Cachex v3.1.3 Cachex.Warmer behaviour View Source

Module controlling cache warmer behaviour definitions.

This module defines the cache warming implementation for Cachex, allowing the user to register warmers against a cache to populate the tables on an interval. Doing this allows for easy pulling against expensive values (such as those from a backing database or remote server), without risking heavy usage.

Warmers are fired on a schedule, and are exposed via a very simple behaviour of just an interval and a block to execute on the interval. It should be noted that this is a moving interval, and it resets after execution has completed.

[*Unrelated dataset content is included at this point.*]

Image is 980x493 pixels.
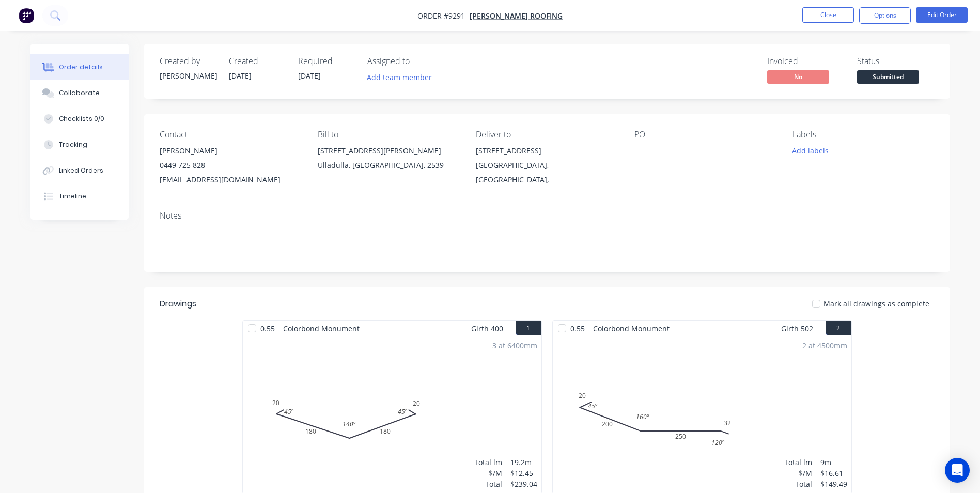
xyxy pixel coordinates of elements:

Link to this section Summary

Callbacks

Executes actions to warm a cache instance on interval

Returns the interval this warmer will execute on

Link to this section Callbacks

Link to this callback execute(state) View Source
execute(state :: any()) ::
  :ignore
  | {:ok, pairs :: [{key :: any(), value :: any()}]}
  | {:ok, pairs :: [{key :: any(), value :: any()}], options :: Keyword.t()}

Executes actions to warm a cache instance on interval.

This can either return values to set in the cache, or the atom :ignore to signal that there’s nothing to be set at this point in time. Values to be set should be returned as { :ok, pairs } where pairs is a list of { key, value } pairs to place into the cache via Cachex.put_many/3.

If you wish to provide expiration against the keys, you can return a Tuple in the form { :ok, pairs, opts } where opts is a list of options as accepted by the Cachex.put_many/3 function, thus allowing you to expire your warmed data. Unless this is provided, there is no explicit expiration associated with warmed values (as predicting the appropriate expiration is not possible).

The argument provided here is the one provided as state to the warmer records at cache configuration time; it will be nil if none was provided.

Returns the interval this warmer will execute on.

This must be an integer representing a count of milliseconds to wait before the next execution of the warmer. Anything else will cause either invalidation errors on cache startup, or crashes at runtime.